■ DESCRIPTION OF THE TASK: Would it be possible to reproduce every entry exactly, please?

Data excerpts
=======
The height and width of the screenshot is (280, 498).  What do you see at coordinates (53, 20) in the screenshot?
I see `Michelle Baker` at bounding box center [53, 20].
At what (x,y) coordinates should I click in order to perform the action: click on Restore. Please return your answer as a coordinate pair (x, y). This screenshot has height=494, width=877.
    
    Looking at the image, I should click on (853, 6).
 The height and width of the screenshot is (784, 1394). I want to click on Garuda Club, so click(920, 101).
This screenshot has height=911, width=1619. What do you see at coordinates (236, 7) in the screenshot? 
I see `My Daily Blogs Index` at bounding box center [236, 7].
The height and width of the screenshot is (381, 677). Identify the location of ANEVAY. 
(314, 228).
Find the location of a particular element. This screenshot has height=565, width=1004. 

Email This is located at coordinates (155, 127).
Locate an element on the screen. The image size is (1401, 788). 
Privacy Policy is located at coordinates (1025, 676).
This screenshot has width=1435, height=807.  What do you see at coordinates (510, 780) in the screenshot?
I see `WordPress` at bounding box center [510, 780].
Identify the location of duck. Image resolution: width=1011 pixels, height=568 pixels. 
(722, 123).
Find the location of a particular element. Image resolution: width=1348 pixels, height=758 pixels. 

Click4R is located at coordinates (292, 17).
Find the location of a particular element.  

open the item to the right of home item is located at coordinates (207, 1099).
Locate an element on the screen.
=======
■ SOLUTION TO THE PROBLEM:
The height and width of the screenshot is (280, 498).  What do you see at coordinates (53, 20) in the screenshot?
I see `Michelle Baker` at bounding box center [53, 20].
At what (x,y) coordinates should I click in order to perform the action: click on Restore. Please return your answer as a coordinate pair (x, y). This screenshot has height=494, width=877.
    
    Looking at the image, I should click on (853, 6).
 The height and width of the screenshot is (784, 1394). I want to click on Garuda Club, so click(920, 101).
This screenshot has height=911, width=1619. What do you see at coordinates (236, 7) in the screenshot? 
I see `My Daily Blogs Index` at bounding box center [236, 7].
The height and width of the screenshot is (381, 677). Identify the location of ANEVAY. 
(314, 228).
Find the location of a particular element. This screenshot has height=565, width=1004. 

Email This is located at coordinates (155, 127).
Locate an element on the screen. The image size is (1401, 788). 
Privacy Policy is located at coordinates (1025, 676).
This screenshot has width=1435, height=807.  What do you see at coordinates (510, 780) in the screenshot?
I see `WordPress` at bounding box center [510, 780].
Identify the location of duck. Image resolution: width=1011 pixels, height=568 pixels. 
(722, 123).
Find the location of a particular element. Image resolution: width=1348 pixels, height=758 pixels. 

Click4R is located at coordinates (292, 17).
Find the location of a particular element.  

open the item to the right of home item is located at coordinates (207, 1099).
Locate an element on the screen.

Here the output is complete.